The split between the three unions and the rest of labor reflects fundamentally different views of what is best for the future of the labor movement.

Supporters of the bill say that the A.F.L.-C.I.O., in opposing the legislation, is focused on protecting the gains that its mostly middle-class members have made in pay and benefits over the decades. To the labor federation, the big worry is that the bill’s guest worker provision will pull down wages, take away jobs from Americans and exploit immigrants.

The three unions that favor the bill also dislike the guest worker program but are willing to support the bill to pursue a larger goal: a path to legalization for the estimated 12 million illegal immigrants in this country. The three unions, which represent many janitors, farm laborers and hotel housekeepers, have high percentages of members who are immigrants. They also recognize that it will be far easier to unionize immigrants — perhaps the most fertile ground for labor’s growth — when illegal immigrants are given legal status.
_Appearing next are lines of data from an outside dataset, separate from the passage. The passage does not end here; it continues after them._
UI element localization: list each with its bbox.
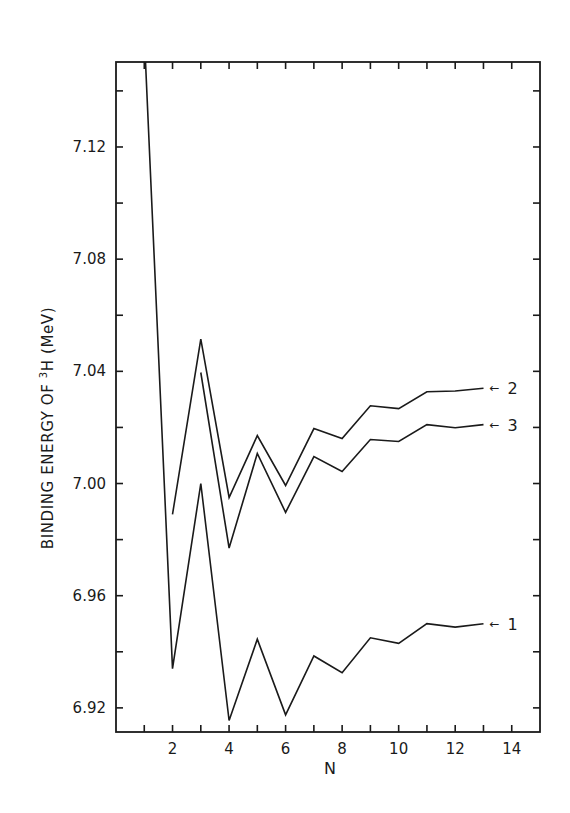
series-label-text: 2 [507,379,517,398]
y-axis-label-pre: BINDING ENERGY OF [39,378,57,549]
axis-ticks [116,62,540,732]
plot-area [144,35,483,721]
series-label-3: ←3 [489,416,517,435]
y-tick-label: 6.92 [73,699,106,717]
series-line-3 [201,373,484,549]
x-axis-tick-labels: 2468101214 [168,740,522,758]
series-label-text: 1 [507,615,517,634]
x-tick-label: 10 [389,740,408,758]
y-axis-label: BINDING ENERGY OF 3H (MeV) [38,307,57,549]
series-label-1: ←1 [489,615,517,634]
y-tick-label: 7.00 [73,475,106,493]
series-labels: ←2←3←1 [489,379,517,634]
series-label-2: ←2 [489,379,517,398]
x-tick-label: 8 [337,740,347,758]
y-tick-label: 7.08 [73,250,106,268]
y-axis-label-post: H (MeV) [39,307,57,371]
x-tick-label: 6 [281,740,291,758]
y-tick-label: 7.12 [73,138,106,156]
plot-frame [116,62,540,732]
arrow-left-icon: ← [489,381,499,395]
binding-energy-chart: 6.926.967.007.047.087.12 2468101214 ←2←3… [0,0,570,813]
x-axis-label: N [324,759,336,778]
x-tick-label: 14 [502,740,521,758]
x-tick-label: 2 [168,740,178,758]
arrow-left-icon: ← [489,418,499,432]
y-tick-label: 6.96 [73,587,106,605]
y-tick-label: 7.04 [73,362,106,380]
x-tick-label: 4 [224,740,234,758]
y-axis-tick-labels: 6.926.967.007.047.087.12 [73,138,106,717]
x-tick-label: 12 [446,740,465,758]
y-axis-label-superscript: 3 [38,371,49,378]
arrow-left-icon: ← [489,617,499,631]
series-label-text: 3 [507,416,517,435]
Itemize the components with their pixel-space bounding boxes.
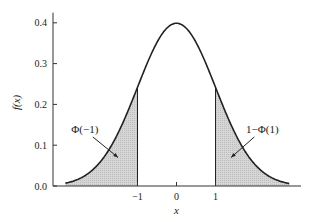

The three unions argue that the best strategy to help the nation’s immigrants is to push forward with the bill, however flawed, in the hope that it will be improved by the House. “We think burying the issue and ignoring it would be a terrible mistake for the country and the economy,” said John W. Wilhelm, president of the hospitality division of Unite Here, which represents hotel, restaurant and apparel workers. “We don’t support the bill in its present form, but we think that the process is best served if the bill passes out of the Senate and the legislative process continues.”

But the A.F.L.-C.I.O. asserts that the bill is so flawed that it should be killed.

“We really have major concerns, and the concerns increase each day because the bill is getting worse instead of better,” said John J. Sweeney, the labor federation’s president, who called the bill overly punitive. “The bill’s guest worker provisions pit workers against other workers. It creates a new underclass of workers.”

The federation continues to battle the bill despite amendments proposed to address labor’s objections. The Senate voted to halve the guest worker program, to 200,000 workers a year, and to phase it out after five years.

“The A.F.L.-C.I.O.’s hostility surprises me,” said Frank Sharry, executive director of the National Immigration Forum, a liberal group that supports the bill. The service workers’ union and Unite Here, Mr. Sharry said, “are forward looking, they’re trying to figure out how do you improve workers’ rights in an era of globalization and do more than protect aging members.”

Labor’s split over the bill reflects tensions between the A.F.L.-C.I.O. and the breakaway Change to Win labor federation; the three unions backing the bill belong to the rival federation.

Eliseo Medina, an executive vice president of the Service Employees International Union, said the bill would help not only immigrants, but also labor unions.

“We have thousands of members who are undocumented who would have legal status,” said Mr. Medina, the son of a bracero worker from Mexico. “Second, it will allow workers who want to organize to do so without the fear of deportation, and that helps unionization drives. It’s not just a question of helping us as labor; it helps all workers because if you have a significant number of workers without any rights, that suppresses wages for everybody.”

From Dmitri Iglitzin: Joining A Union, Easy As Organ Donation
- Miscellaneous
In several European countries, people are legally presumed to want to donate their organs after they die, unless they have indicated otherwise. This legislation has dramatically increased the available of organs available for donation.